On Mon, Feb 24, 2003 at 08:18:41AM -0800, Chuq Von Rospach wrote:
> But it's ignoring the false positive issue of those services, which is
> getting out of hand. And, funny, isn't that where this dance started?
But I'm not ignoring it: I'm well aware that there are false positives.
The thing is that there's a cost associated with false positive and
false negatives: the former represents a message that should have
gotten through and didn't; the latter represents a message that should
have been blocked and wasn't.
The whole spam-blocking/filtering thing thus becomes a balancing act:
and it's complicated by the fact that the costs associated with each
are NOT the same for everyone.
For example: I have a certain mail address that is used only for
serious system alerts -- dead web servers, stuff like that. For this
to work properly, it's really important that any message sent there
be confined only to those generated by the various systems that
are expected to communicate with it. So I've not just spam-protected
it, I've made the decision that the cost of false negatives is so high
that it was worth the time to set it up to ONLY accept mail from a
handful of other addresses. Extrapolate this to a bazillion users on
a bazillion mail systems and I think it's clear that the decisions people
need to make (w.r.t. costs of false +/-) are going to vary a lot.
So, yeah, there are false positives, and that's bad. But it is -- AFAIK --
impossible to design an anti-spam system which is otherwise, except for
the null system, and well, that isn't much use. Well, okay, it's not
much use *to me*. Others may find that it meets their needs, and they're
welcome to use it if it does.
Some folks have addressed this tradeoff by just tagging messages instead
of blocking them. Others have come up with adaptive filters. Others
have used distributed spamtraps (after all, if 100 utterly unrelated
addresses get the same message within an hour, that's a pretty good
indicator that a spammer is carpet-bombing a chunk of the Internet).
Others have tried DNSBLs that (variously) list open relays, open proxies,
abusable formail.pl scripts. known spammer mail systems, and a hundred
other things. There are now something around 500 different DNSBLs,
each with different criteria, a number of open-source filters, some
number of closed-source filters, and various proprietary services in
place at some ISPs.
Some of them are pretty good; some of them are awful. NONE of them
would have ever been developed if the need hadn't arisen. Which is why
I keep pointing to spammers/spam-friendly ISPs as the underlying source
of the problem. If that issue gets fixed (YMMV as to what "fixed" means)
then the need for all of these other measures will largely go away.
But until that happens, not only will more people use blocking methods,
they'll use more badly-designed/badly-implemented ones with more negative
consequences for everyone trying to make legitimate use of email.
That doesn't make me happy: but it's what I think will happen.
---Rsk
Please do not CC me on copies of messages sent to this list.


## EXERCISE
Below are the records; copy each line in them that holds the word "title".

## TASK INPUTS
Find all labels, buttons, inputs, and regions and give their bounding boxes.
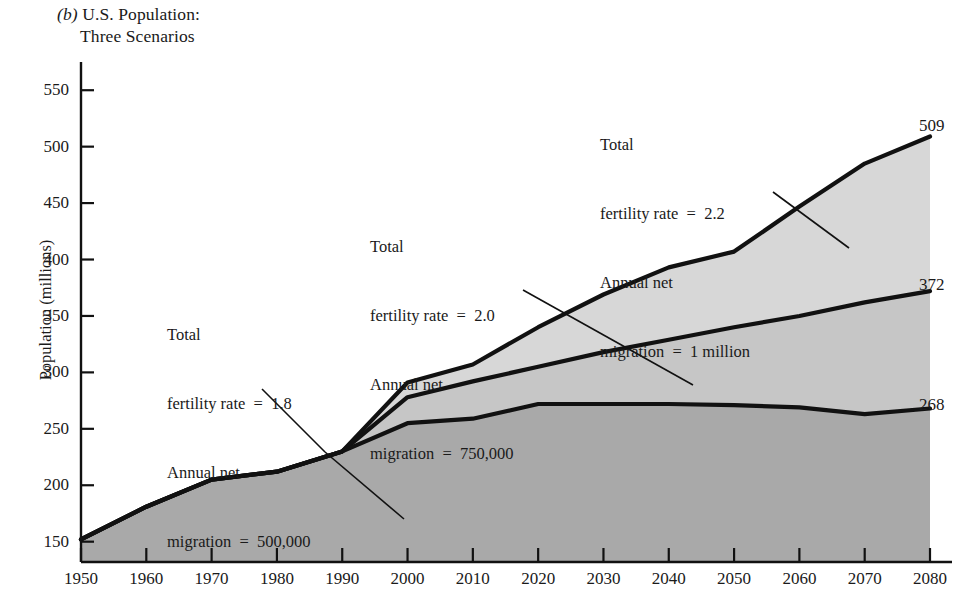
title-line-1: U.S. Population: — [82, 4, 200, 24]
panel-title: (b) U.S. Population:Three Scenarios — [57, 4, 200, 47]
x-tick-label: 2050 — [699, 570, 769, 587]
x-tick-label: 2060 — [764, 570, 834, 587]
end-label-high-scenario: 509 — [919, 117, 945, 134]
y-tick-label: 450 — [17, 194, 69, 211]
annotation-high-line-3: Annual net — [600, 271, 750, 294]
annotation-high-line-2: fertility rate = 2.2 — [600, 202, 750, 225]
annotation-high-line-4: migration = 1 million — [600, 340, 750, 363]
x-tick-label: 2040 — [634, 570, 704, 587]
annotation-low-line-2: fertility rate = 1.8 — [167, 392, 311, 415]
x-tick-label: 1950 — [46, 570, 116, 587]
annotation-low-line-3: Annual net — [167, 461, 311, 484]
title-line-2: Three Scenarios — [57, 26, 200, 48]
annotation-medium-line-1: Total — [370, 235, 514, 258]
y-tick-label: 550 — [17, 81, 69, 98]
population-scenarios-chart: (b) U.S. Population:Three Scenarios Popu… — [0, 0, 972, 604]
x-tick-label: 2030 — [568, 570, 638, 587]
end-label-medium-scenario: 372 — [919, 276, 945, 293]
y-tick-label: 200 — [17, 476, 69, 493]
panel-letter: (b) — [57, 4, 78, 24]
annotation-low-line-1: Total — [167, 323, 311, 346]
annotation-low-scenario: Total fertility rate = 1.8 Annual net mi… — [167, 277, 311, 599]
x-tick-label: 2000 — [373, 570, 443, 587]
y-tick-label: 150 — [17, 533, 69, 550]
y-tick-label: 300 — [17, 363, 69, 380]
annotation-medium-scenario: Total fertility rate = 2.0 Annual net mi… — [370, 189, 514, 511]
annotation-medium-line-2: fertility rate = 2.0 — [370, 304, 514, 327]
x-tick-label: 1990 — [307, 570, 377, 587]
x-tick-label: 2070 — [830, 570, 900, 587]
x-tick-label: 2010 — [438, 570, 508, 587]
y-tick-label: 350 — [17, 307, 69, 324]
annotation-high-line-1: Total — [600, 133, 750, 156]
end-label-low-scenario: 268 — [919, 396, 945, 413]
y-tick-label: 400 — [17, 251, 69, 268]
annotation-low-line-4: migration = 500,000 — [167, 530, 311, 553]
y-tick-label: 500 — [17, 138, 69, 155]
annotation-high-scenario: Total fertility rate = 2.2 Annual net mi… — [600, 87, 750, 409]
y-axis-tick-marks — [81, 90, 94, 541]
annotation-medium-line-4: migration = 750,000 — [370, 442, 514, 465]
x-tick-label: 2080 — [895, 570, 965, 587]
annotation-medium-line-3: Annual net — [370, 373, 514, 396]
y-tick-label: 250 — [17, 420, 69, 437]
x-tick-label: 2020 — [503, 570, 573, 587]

## RESPONSE TO THE TASK
title-line-1: U.S. Population: — [82, 4, 200, 24]
panel-title: (b) U.S. Population:Three Scenarios — [57, 4, 200, 47]
title-line-2: Three Scenarios — [57, 26, 200, 48]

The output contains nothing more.